At least 19 people have been killed in South Sudan, including an American freelance journalist, after fighting broke out between government troops and rebel forces in the southern part of the country, rebel leaders and the military said.

Christopher Allen, who worked with various news outlets was killed in heavy fighting in the town of Kaya in Yei River State on Saturday.

However a South Sudanese army spokesman denied that Allen, who was killed covering conflict there on August 26, was deserving of civilian status. The Committee to Protect Journalists called for an independent investigation into the circumstances surrounding Allen’s death, and urged authorities to respect all journalists’ status as civilians.

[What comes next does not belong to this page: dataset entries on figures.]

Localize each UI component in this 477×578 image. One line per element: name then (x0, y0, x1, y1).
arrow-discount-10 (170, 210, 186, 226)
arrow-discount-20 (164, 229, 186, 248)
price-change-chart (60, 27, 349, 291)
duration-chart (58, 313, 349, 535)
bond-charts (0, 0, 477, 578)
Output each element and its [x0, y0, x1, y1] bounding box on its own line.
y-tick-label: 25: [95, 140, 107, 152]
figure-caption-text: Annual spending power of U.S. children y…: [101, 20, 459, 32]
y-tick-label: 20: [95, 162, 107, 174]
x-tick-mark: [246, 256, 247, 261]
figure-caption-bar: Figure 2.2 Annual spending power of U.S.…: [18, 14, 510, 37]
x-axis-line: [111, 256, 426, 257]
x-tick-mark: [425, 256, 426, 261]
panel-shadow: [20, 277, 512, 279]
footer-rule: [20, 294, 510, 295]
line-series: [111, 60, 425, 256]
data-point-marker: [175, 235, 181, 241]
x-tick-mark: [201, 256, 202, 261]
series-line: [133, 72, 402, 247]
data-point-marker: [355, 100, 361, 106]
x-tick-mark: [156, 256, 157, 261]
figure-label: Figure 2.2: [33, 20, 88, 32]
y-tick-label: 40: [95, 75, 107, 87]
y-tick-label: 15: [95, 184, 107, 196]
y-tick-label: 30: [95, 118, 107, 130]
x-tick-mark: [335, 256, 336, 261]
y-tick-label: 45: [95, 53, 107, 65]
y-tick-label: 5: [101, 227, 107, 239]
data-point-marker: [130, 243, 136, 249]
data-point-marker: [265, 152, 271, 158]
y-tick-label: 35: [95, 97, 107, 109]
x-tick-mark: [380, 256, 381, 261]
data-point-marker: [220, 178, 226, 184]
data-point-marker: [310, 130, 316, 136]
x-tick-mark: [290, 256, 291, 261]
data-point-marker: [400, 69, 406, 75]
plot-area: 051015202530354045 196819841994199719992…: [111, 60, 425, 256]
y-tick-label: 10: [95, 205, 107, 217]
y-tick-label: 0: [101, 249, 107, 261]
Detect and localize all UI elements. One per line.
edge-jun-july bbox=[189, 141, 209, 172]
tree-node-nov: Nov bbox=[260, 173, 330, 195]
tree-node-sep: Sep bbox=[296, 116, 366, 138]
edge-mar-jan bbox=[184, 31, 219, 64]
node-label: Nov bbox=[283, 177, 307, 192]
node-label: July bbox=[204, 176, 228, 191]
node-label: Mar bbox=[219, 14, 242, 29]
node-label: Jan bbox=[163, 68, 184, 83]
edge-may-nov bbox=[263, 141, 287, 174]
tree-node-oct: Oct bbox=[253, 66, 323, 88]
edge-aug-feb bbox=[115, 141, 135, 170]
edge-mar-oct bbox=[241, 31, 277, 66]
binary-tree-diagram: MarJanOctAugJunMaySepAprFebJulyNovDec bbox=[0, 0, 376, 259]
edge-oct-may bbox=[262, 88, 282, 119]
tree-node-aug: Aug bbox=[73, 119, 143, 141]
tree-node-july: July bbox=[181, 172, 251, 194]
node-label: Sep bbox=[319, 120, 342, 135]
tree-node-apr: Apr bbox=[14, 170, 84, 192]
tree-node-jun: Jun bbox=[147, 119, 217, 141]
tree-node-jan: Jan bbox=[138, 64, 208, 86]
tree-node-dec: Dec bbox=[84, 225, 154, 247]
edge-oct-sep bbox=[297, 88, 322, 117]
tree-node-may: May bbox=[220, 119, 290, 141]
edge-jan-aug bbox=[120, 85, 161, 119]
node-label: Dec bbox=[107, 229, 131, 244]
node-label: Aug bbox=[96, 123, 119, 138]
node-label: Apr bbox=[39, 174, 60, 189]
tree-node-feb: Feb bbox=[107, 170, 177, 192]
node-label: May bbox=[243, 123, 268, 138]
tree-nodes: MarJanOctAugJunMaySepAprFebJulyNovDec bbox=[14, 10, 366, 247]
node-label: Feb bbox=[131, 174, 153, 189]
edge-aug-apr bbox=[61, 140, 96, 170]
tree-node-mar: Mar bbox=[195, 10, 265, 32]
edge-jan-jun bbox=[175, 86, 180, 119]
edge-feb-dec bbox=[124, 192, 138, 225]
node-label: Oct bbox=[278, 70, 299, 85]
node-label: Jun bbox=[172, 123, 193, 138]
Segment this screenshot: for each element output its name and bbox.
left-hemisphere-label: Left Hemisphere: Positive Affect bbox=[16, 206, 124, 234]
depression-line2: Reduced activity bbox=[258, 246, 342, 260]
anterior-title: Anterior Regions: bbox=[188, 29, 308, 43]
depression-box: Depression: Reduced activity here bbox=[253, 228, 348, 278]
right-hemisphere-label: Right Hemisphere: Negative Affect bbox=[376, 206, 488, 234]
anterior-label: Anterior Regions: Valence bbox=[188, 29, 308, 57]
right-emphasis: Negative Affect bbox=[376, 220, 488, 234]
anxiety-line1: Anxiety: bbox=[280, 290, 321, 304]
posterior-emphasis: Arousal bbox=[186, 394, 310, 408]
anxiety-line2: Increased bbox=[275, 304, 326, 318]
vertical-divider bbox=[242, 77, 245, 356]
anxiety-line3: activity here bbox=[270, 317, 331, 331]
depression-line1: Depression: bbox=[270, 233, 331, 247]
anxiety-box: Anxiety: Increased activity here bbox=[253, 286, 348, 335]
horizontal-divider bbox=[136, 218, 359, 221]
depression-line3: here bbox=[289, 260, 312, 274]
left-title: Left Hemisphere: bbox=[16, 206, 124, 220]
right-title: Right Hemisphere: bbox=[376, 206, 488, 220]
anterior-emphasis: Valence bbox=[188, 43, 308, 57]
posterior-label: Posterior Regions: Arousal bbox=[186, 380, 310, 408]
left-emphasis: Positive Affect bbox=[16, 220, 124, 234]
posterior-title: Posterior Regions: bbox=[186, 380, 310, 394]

Allen had been embedded with opposition forces for two weeks, Col. Lam Paul Gabriel, the rebel’s deputy spokesman, told CPJ. South Sudan army spokesman Lul Ruai Koang said journalists who enter the country with rebel forces will not be protected, The Associated Press reported. “Anybody who comes attacking us with hostile forces will meet his fate,” Koang told journalists, according to AP.

“We are sad for his family. He came here to tell our story,” one rebel fighter, who asked not to be named, said. He added that Allen had been in the middle of the fighting and wearing a jacket marked ‘PRESS’.

“Taking photographs and reporting events is not attacking. It is journalistic work done by civilians, who are protected under international law,” said CPJ AfricaProgram Coordinator Angela Quintal in New York. “We call for a credible, independent investigation into the killing of Christopher Allen so that those responsible can be held to account.”